Behavioral Health Performance Review Improving Administrative Functions

Summary: The report notes areas in which the department satisfactorily administers programs as well as reveals a number of administrative processes and functions which need improvement to better meet the needs of Alaskans.

Click here for the table of all findings for improving administrative functions

Click here for the table of all recommendations for improving administrative functions

Key Findings for Administrative Functions

  1. The department’s referral and placement policies for child and adolescent residential services are effective and efficient thanks in part to the 2005 Bring the Kids Home Initiative.
    (Recommendation 5.3.5)
  1. Abuse of prescription opioid narcotics is both a major behavioral health concern as well as a significant source of fraud and abuse in the health care system. Alaska’s current prescription drug monitoring law creates barriers that restrict DHSS and the Department of Law from accessing prescription drug data and using it to identify patient “doctor-shopping” and other prescribing practices that are potentially fraudulent or abusive.
    (Recommendation 13.1.8)
  1. The Department of Health and Social Services (DHSS or department) did not submit a list of 10 percent reductions in general funded budget. Instead, it offered a proposal for reductions drafted originally in response to the governor’s request for five percent and eight percent program reductions.
    (Recommendation 7.1.2)

Key Recommendations for Administrative Functions

  1. Reforming staffing policies and practices at the Alaska Psychiatric Institute (API), including more competitive hiring and retention efforts, could significantly improve the quantity and quality of care without increasing costs.
    (Recommendation 2.4.1)

The state has a workforce shortage of qualified psychiatrists. This problem is accentuated at API by its sub-optimal personnel policies that maintain staffing levels in the short term, but ultimately hurt long-term workforce development and increase administrative challenges. For example, shortages both in psychiatrists and in psychiatric nursing staff have led API to establish mandatory staff overtime. This policy not only harms the hospital’s competitiveness in hiring and retention, but it also contributes to a worrying rise in workplace injury rates at the hospital. High turnover rates and physician vacancies subsequently force the hospital to contract with locum tenens (or temporary) agencies costing twice as much as a state-employed physician. The policy creates quality and continuity of care issues as well as budgetary inefficiencies. Overtime wages and locum tenens salaries are more expensive than regular wages and full-time salaries with benefits. By relying on mandatory overtime and locum tenens psychiatrists to staff API, the department experiences higher staffing costs and delivers a lower quality of care.

  1. The department should develop a Medicaid behavioral health rate structure that covers provider costs, incentivizes quality, and minimizes administrative burden.
    (Recommendation 3.0.8)

Since 2007, the department has funded a larger proportion of mental health and substance abuse services through Medicaid reimbursement rather than grant awards. However, the Medicaid reimbursement rates have not been updated since 2007 and are insufficient to cover the costs of needed services. DHSS supplements the Medicaid funding with state-funded grants. By revising rate structure, a greater share of the service costs will be paid for by federal funds.

  1. The department should incorporate performance measures that are more appropriately outcome-oriented.
    (Recommendation 4.3.4)

Outcome-oriented measures are well represented among the Division of Behavioral Health’s performance measures, but many rely on consumer perceptions of the quality of care rather than more objective indicators of recovery, such as the ability to secure stable housing or improved employment status. The department should revise the performance measures to include additional, more robust outcome-oriented measures along these lines.

  1. The department should align the performance measurement for community providers, with the measures used in accreditation requirements as much as possible.
    (Recommendation 4.3.6)

DHSS mandates that behavioral health service providers be accredited by a division-approved, private, non-State organization that assesses the provider for meeting best practice and quality of care standards. DHSS also requires behavioral health providers undergo additional evaluations by DHSS staff. Since providers are already required to be evaluated by certain quality indicators in the accreditation process, DHSS should match these accreditation measures within its performance management system. Holding providers to two separate sets of standards is confusing and costly, and places additional burdens on providers and the department.

  1. The department should improve coordination efforts with the Department of Corrections (DOC) to ensure consistency in treatment programs and protocols for individuals exiting correctional facilities.
    (Recommendation 5.5.5)

DOC is the largest provider of behavioral health services within Alaska. Developing coordinated behavioral health treatment programs available within the correctional system based on the same principles and using the same evidence-based practices as those services available within the community would provide continuous care for individuals exiting the correctional system. Continuity and minimal disruption of behavioral health care eases the reentry process and promotes a successful transition from the correctional system into the community.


Every record below is to be retyped exactly, with any pictures left out.
START AVAILABLE RECORDS
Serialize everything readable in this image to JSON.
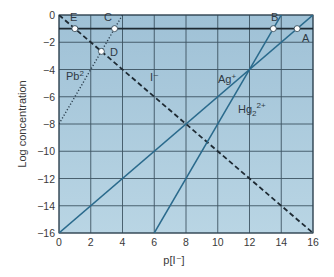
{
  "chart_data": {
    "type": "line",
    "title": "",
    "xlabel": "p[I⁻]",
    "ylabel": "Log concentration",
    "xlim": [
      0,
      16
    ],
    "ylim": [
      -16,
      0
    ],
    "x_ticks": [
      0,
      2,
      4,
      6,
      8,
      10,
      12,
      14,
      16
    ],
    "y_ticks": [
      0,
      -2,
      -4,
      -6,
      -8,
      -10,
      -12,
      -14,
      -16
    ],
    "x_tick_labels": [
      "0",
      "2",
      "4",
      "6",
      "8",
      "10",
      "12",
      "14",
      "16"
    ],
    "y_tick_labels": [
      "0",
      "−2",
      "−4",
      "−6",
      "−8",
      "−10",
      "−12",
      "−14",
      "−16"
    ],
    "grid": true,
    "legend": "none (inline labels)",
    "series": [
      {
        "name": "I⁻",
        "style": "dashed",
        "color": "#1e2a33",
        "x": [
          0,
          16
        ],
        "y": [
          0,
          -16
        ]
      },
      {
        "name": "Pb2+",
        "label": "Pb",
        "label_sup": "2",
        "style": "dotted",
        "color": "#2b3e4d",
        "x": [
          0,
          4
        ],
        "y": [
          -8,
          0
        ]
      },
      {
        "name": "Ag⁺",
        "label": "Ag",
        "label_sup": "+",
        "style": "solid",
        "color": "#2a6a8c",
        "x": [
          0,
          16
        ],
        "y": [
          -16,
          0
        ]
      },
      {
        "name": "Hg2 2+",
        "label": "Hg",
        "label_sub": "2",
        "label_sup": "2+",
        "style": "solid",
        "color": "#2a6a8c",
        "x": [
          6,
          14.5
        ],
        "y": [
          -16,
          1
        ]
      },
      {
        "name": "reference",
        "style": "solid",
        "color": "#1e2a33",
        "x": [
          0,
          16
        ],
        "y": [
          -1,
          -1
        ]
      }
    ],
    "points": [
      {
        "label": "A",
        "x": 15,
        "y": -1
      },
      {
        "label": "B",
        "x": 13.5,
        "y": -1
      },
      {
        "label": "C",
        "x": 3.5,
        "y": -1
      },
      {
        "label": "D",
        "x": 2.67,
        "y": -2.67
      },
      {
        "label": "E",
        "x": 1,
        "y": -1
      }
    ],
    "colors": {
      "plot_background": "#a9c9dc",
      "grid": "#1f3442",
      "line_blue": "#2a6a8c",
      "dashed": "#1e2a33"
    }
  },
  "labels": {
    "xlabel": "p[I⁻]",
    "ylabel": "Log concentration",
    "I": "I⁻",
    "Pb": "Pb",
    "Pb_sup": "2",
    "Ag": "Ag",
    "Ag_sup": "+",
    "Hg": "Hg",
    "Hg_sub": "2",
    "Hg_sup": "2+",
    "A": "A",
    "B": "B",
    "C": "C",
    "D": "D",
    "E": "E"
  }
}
END AVAILABLE RECORDS
- **SOLUTION TO THIS TASK**
Serialize everything readable in this image to JSON.
{
  "chart_data": {
    "type": "line",
    "title": "",
    "xlabel": "p[I⁻]",
    "ylabel": "Log concentration",
    "xlim": [
      0,
      16
    ],
    "ylim": [
      -16,
      0
    ],
    "x_ticks": [
      0,
      2,
      4,
      6,
      8,
      10,
      12,
      14,
      16
    ],
    "y_ticks": [
      0,
      -2,
      -4,
      -6,
      -8,
      -10,
      -12,
      -14,
      -16
    ],
    "x_tick_labels": [
      "0",
      "2",
      "4",
      "6",
      "8",
      "10",
      "12",
      "14",
      "16"
    ],
    "y_tick_labels": [
      "0",
      "−2",
      "−4",
      "−6",
      "−8",
      "−10",
      "−12",
      "−14",
      "−16"
    ],
    "grid": true,
    "legend": "none (inline labels)",
    "series": [
      {
        "name": "I⁻",
        "style": "dashed",
        "color": "#1e2a33",
        "x": [
          0,
          16
        ],
        "y": [
          0,
          -16
        ]
      },
      {
        "name": "Pb2+",
        "label": "Pb",
        "label_sup": "2",
        "style": "dotted",
        "color": "#2b3e4d",
        "x": [
          0,
          4
        ],
        "y": [
          -8,
          0
        ]
      },
      {
        "name": "Ag⁺",
        "label": "Ag",
        "label_sup": "+",
        "style": "solid",
        "color": "#2a6a8c",
        "x": [
          0,
          16
        ],
        "y": [
          -16,
          0
        ]
      },
      {
        "name": "Hg2 2+",
        "label": "Hg",
        "label_sub": "2",
        "label_sup": "2+",
        "style": "solid",
        "color": "#2a6a8c",
        "x": [
          6,
          14.5
        ],
        "y": [
          -16,
          1
        ]
      },
      {
        "name": "reference",
        "style": "solid",
        "color": "#1e2a33",
        "x": [
          0,
          16
        ],
        "y": [
          -1,
          -1
        ]
      }
    ],
    "points": [
      {
        "label": "A",
        "x": 15,
        "y": -1
      },
      {
        "label": "B",
        "x": 13.5,
        "y": -1
      },
      {
        "label": "C",
        "x": 3.5,
        "y": -1
      },
      {
        "label": "D",
        "x": 2.67,
        "y": -2.67
      },
      {
        "label": "E",
        "x": 1,
        "y": -1
      }
    ],
    "colors": {
      "plot_background": "#a9c9dc",
      "grid": "#1f3442",
      "line_blue": "#2a6a8c",
      "dashed": "#1e2a33"
    }
  },
  "labels": {
    "xlabel": "p[I⁻]",
    "ylabel": "Log concentration",
    "I": "I⁻",
    "Pb": "Pb",
    "Pb_sup": "2",
    "Ag": "Ag",
    "Ag_sup": "+",
    "Hg": "Hg",
    "Hg_sub": "2",
    "Hg_sup": "2+",
    "A": "A",
    "B": "B",
    "C": "C",
    "D": "D",
    "E": "E"
  }
}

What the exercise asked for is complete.